Scientists believe that they may have discovered the Higgs particle

A first glimpse of the elusive Higgs

On 13th December, Physicists at the CERN institute in Geneva reported that they had seen the first ‘tantalising hints’ of the Higgs boson. The elusive particle has been given the nickname ‘the God particle’ due to its purported property of providing the universe with its mass. The current theory states that everything we call ‘empty space’ is filled with Higgs particles, we then get a Higgs field which other particles interact with to varying degrees.

The Higgs field can be thought of as a universal treacle – if you pull an object through the treacle, it will gain mass as it gathers treacle. Similarly, if a particle travels through (and interacts with) the Higgs field, it will gain energy. The more energy it gains, the more massive it becomes and hence particles have mass.

The main experiment responsible for these results is known as ATLAS, a project that many of Warwick’s own professors and research fellows are involved in. ATLAS was originally proposed in 1994, and has been running since 2008. All of the experiments at the Large Hadron Collider (LHC) were built to study, improve and extend the standard model of particle physics.

The standard model has been continually developed throughout the 20th and 21st century – it is currently the best model we have to describe how our world works. Contained within the standard model are three of the four fundamental forces: electromagnetism, the weak force and the strong force. Only gravity is left out.

The standard model also explains how different fundamental particles interact with one another, and also predicted the existence of copies of particles that make up ordinary matter. These have since been discovered through the use of particle accelerators like the LHC. Although most of the predictions from the standard model have been experimentally confirmed, the obvious exception is the Higgs boson, which has been theorised since the 1960s but has not yet been observed. The ATLAS experiment has provided a small amount of evidence supporting the existence of the Higgs, but it has not yet been discovered.

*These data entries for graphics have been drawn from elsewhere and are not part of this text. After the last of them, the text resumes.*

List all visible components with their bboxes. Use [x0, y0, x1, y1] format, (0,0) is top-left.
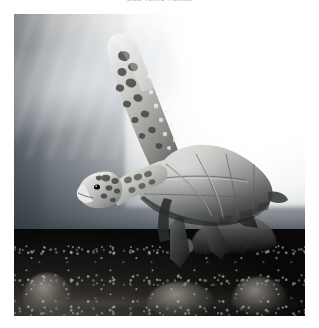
bottom-margin: [0, 316, 319, 328]
turtle-front-flipper-raised: [108, 33, 182, 174]
photo-caption: Sea Turtle Hawaii: [0, 0, 319, 4]
photo-frame: [14, 14, 305, 316]
turtle-tail: [268, 191, 288, 203]
page-root: Sea Turtle Hawaii: [0, 0, 319, 328]
green-sea-turtle: [14, 14, 305, 316]
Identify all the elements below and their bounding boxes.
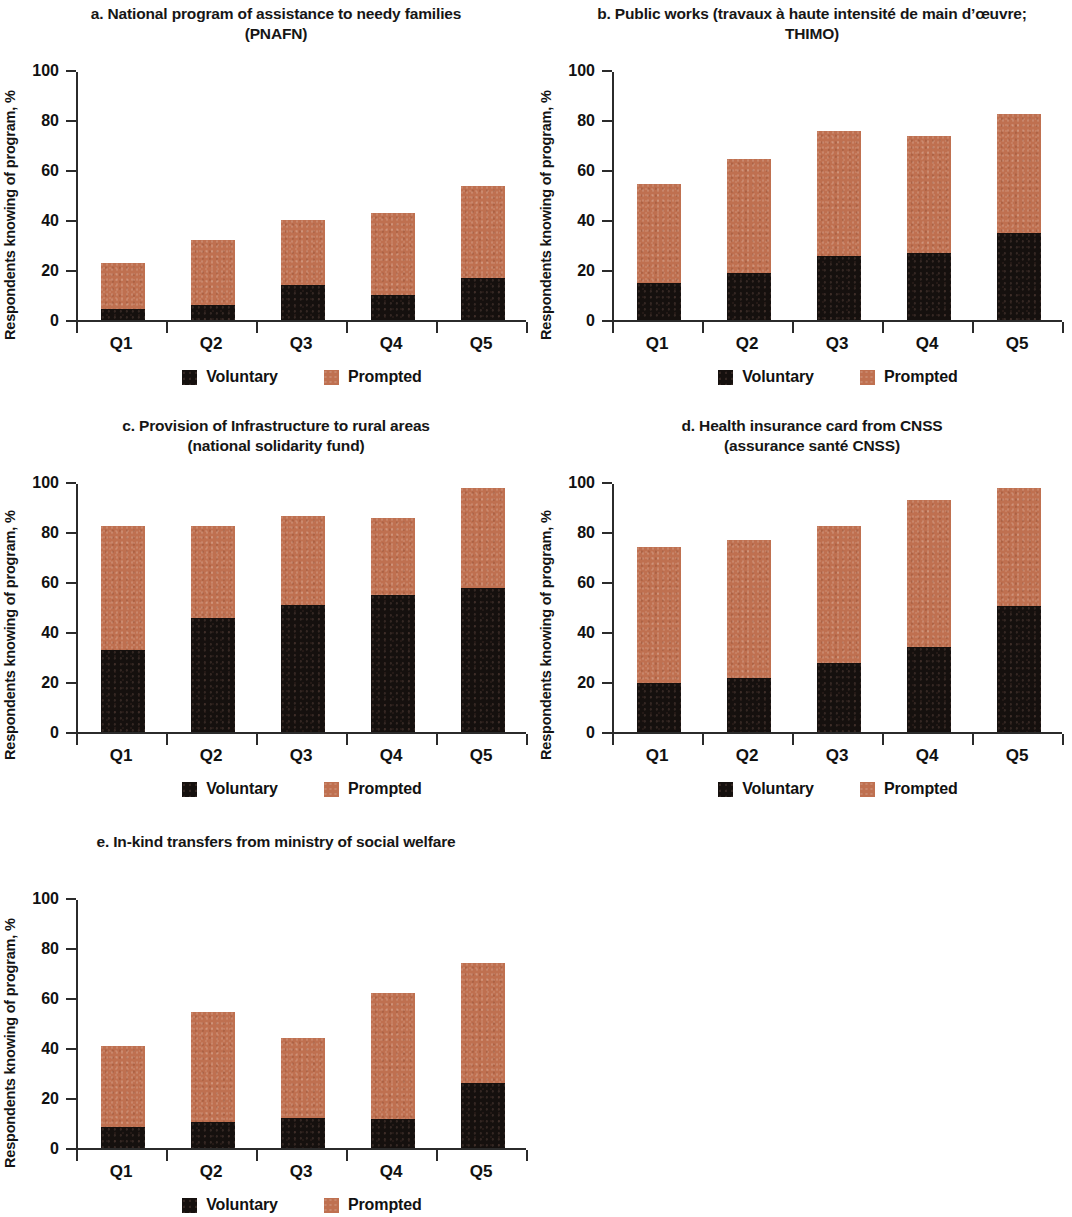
panel-d-x-tick-4 <box>972 734 974 745</box>
panel-b-legend: VoluntaryPrompted <box>612 366 1064 388</box>
panel-a-x-axis-labels: Q1Q2Q3Q4Q5 <box>76 334 528 358</box>
panel-a-bar-q4 <box>371 213 415 321</box>
panel-c-title: c. Provision of Infrastructure to rural … <box>26 416 526 456</box>
panel-a-x-tick-1 <box>166 322 168 333</box>
panel-a-x-axis-line <box>76 320 526 322</box>
panel-e-bar-q3-voluntary-segment <box>281 1118 325 1148</box>
panel-b-x-label-q1: Q1 <box>627 334 687 354</box>
panel-d-y-tick-20: 20 <box>602 682 612 684</box>
panel-e-y-tick-100: 100 <box>66 898 76 900</box>
panel-a-x-label-q4: Q4 <box>361 334 421 354</box>
panel-e-legend-swatch-prompted-icon <box>324 1198 339 1213</box>
panel-e-legend-label-prompted: Prompted <box>348 1196 422 1214</box>
panel-b-bar-q4 <box>907 136 951 320</box>
panel-e-bar-q5-voluntary-segment <box>461 1083 505 1148</box>
panel-c-legend: VoluntaryPrompted <box>76 778 528 800</box>
panel-e-x-tick-3 <box>346 1150 348 1161</box>
panel-e-legend-label-voluntary: Voluntary <box>206 1196 278 1214</box>
panel-b-y-tick-80: 80 <box>602 120 612 122</box>
panel-c-bar-q3-voluntary-segment <box>281 605 325 733</box>
panel-d-y-tick-100: 100 <box>602 482 612 484</box>
panel-c-y-tick-0: 0 <box>66 732 76 734</box>
panel-a-bar-q5 <box>461 186 505 320</box>
panel-a-legend-label-voluntary: Voluntary <box>206 368 278 386</box>
panel-a-y-tick-40: 40 <box>66 220 76 222</box>
panel-e-bar-q4 <box>371 993 415 1148</box>
panel-d-x-tick-0 <box>612 734 614 745</box>
panel-a-x-tick-5 <box>526 322 528 333</box>
panel-c-x-label-q2: Q2 <box>181 746 241 766</box>
panel-d-bar-q4 <box>907 500 951 733</box>
panel-c-y-axis-label: Respondents knowing of program, % <box>2 500 24 760</box>
panel-d-x-axis-line <box>612 732 1062 734</box>
panel-e-x-label-q4: Q4 <box>361 1162 421 1182</box>
panel-b-bar-q5-voluntary-segment <box>997 233 1041 321</box>
panel-d-y-tick-40: 40 <box>602 632 612 634</box>
panel-b-bar-q2 <box>727 159 771 320</box>
panel-a-x-tick-3 <box>346 322 348 333</box>
panel-e-bar-q1 <box>101 1046 145 1149</box>
panel-e-x-label-q2: Q2 <box>181 1162 241 1182</box>
panel-b-title-line2: THIMO) <box>562 24 1062 44</box>
panel-a-y-tick-20: 20 <box>66 270 76 272</box>
panel-b-x-tick-2 <box>792 322 794 333</box>
panel-a-y-tick-label-40: 40 <box>41 212 59 230</box>
panel-c-x-label-q3: Q3 <box>271 746 331 766</box>
panel-c-x-label-q5: Q5 <box>451 746 511 766</box>
panel-a-x-label-q1: Q1 <box>91 334 151 354</box>
panel-a-legend: VoluntaryPrompted <box>76 366 528 388</box>
panel-d-x-tick-3 <box>882 734 884 745</box>
panel-a-y-tick-80: 80 <box>66 120 76 122</box>
panel-a-bar-q2-voluntary-segment <box>191 305 235 320</box>
panel-d: d. Health insurance card from CNSS(assur… <box>536 412 1072 817</box>
panel-a-bars <box>78 72 526 320</box>
panel-d-legend: VoluntaryPrompted <box>612 778 1064 800</box>
panel-d-y-tick-0: 0 <box>602 732 612 734</box>
panel-c-legend-swatch-prompted-icon <box>324 782 339 797</box>
panel-c-y-tick-40: 40 <box>66 632 76 634</box>
panel-a-x-tick-0 <box>76 322 78 333</box>
panel-d-bar-q2-voluntary-segment <box>727 678 771 732</box>
panel-d-bar-q3 <box>817 526 861 732</box>
panel-c-y-tick-label-60: 60 <box>41 574 59 592</box>
panel-a-legend-swatch-prompted-icon <box>324 370 339 385</box>
panel-e-plot-area: 020406080100 <box>76 900 526 1150</box>
panel-b-x-axis-labels: Q1Q2Q3Q4Q5 <box>612 334 1064 358</box>
panel-b-legend-item-voluntary: Voluntary <box>718 368 814 386</box>
panel-a-bar-q2 <box>191 240 235 320</box>
panel-b-x-tick-4 <box>972 322 974 333</box>
panel-e-title-line1: e. In-kind transfers from ministry of so… <box>96 833 455 850</box>
panel-e-bar-q2-voluntary-segment <box>191 1122 235 1148</box>
panel-b-bar-q3 <box>817 131 861 320</box>
panel-e-y-tick-label-0: 0 <box>50 1140 59 1158</box>
panel-b-legend-swatch-voluntary-icon <box>718 370 733 385</box>
panel-d-y-tick-label-20: 20 <box>577 674 595 692</box>
panel-d-y-tick-label-40: 40 <box>577 624 595 642</box>
panel-d-y-tick-60: 60 <box>602 582 612 584</box>
panel-a-y-tick-label-60: 60 <box>41 162 59 180</box>
panel-a-legend-label-prompted: Prompted <box>348 368 422 386</box>
panel-c-x-tick-2 <box>256 734 258 745</box>
panel-b-title-line1: b. Public works (travaux à haute intensi… <box>597 5 1027 22</box>
panel-a-legend-item-prompted: Prompted <box>324 368 422 386</box>
panel-c-x-tick-5 <box>526 734 528 745</box>
panel-e: e. In-kind transfers from ministry of so… <box>0 828 536 1217</box>
panel-c-bars <box>78 484 526 732</box>
panel-b-bar-q3-voluntary-segment <box>817 256 861 320</box>
panel-a-x-label-q3: Q3 <box>271 334 331 354</box>
panel-d-legend-swatch-voluntary-icon <box>718 782 733 797</box>
panel-b-y-tick-40: 40 <box>602 220 612 222</box>
panel-c-y-tick-label-20: 20 <box>41 674 59 692</box>
panel-e-y-tick-60: 60 <box>66 998 76 1000</box>
panel-b-y-tick-0: 0 <box>602 320 612 322</box>
panel-b-x-axis-line <box>612 320 1062 322</box>
panel-e-x-tick-5 <box>526 1150 528 1161</box>
panel-b-bars <box>614 72 1062 320</box>
panel-d-plot-area: 020406080100 <box>612 484 1062 734</box>
panel-c-y-tick-label-80: 80 <box>41 524 59 542</box>
panel-e-y-tick-20: 20 <box>66 1098 76 1100</box>
panel-a-y-tick-label-20: 20 <box>41 262 59 280</box>
panel-b-legend-swatch-prompted-icon <box>860 370 875 385</box>
panel-e-x-tick-1 <box>166 1150 168 1161</box>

So if CERN hasn’t actually ‘discovered’ the Higgs boson, what has it found? Well, essentially it has found the first piece of the puzzle. Although the standard model didn’t predict the mass of the Higgs, it was possible to calculate that the particle should be in the energy range 115-180 gigaelectronvolts (GeV). ATLAS has provided evidence that there are an excess of events in this magic region, more specifically at 124-125 GeV, (about 130 proton masses).

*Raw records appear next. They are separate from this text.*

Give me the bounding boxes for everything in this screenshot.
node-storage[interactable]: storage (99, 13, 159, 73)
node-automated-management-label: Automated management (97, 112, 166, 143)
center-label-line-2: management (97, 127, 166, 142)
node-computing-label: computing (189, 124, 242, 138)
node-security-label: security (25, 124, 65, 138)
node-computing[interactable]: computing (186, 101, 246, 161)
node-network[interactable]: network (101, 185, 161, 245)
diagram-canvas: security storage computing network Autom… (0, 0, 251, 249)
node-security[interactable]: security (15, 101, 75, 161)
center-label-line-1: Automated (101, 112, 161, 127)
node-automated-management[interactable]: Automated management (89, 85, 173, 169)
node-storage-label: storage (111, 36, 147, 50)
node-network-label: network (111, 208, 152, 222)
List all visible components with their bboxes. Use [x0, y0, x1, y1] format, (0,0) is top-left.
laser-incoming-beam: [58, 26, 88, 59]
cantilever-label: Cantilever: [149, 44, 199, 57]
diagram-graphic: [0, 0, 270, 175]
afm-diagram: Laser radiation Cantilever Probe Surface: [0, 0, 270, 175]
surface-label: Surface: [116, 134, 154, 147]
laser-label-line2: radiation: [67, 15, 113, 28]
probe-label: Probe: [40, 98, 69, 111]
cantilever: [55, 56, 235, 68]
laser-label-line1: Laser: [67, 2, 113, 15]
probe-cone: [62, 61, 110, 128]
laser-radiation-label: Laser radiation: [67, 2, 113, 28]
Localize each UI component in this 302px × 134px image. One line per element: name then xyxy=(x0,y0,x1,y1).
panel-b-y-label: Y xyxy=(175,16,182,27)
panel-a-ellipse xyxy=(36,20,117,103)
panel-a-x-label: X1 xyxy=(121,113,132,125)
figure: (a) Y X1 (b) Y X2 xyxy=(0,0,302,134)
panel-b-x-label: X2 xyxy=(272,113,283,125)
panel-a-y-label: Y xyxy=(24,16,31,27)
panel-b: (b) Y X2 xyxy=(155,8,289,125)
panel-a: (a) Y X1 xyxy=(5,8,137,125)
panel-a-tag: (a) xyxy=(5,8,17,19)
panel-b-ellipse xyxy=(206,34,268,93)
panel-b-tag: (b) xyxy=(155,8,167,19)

The standard model didn’t predict the Out of millions of proton-proton collisions; only 3 possible Higgs events occurred but this was enough to set the scientific community alight with excitement. The spike in the data caused by the excess of events at the 124-126 GeV region is just above the so called ‘two sigma’ level of uncertainty – meaning that they are only slightly greater than two standard deviations away from what is expected.

In simpler terms, there is roughly a 1% chance that this happened due to random fluctuations. This isn’t nearly enough to classify a discovery – a spike above the ‘five sigma’ level is required to classify a discovery of the Higgs Boson, or indeed any discovery in particle physics. This would mean that there is less than a one in a million chance of these events happening by accident.

So when can we expect a more definitive answer as to the existence of the Higgs? Well, as with all experimental physics, nothing is ever certain. As for reaching the five sigma level, if the Higgs particle does indeed exist, we can expect to reach the accuracy required for a ‘discovery’ in roughly a year. Fingers crossed 2012 will bring with it the biggest scientific breakthrough this century.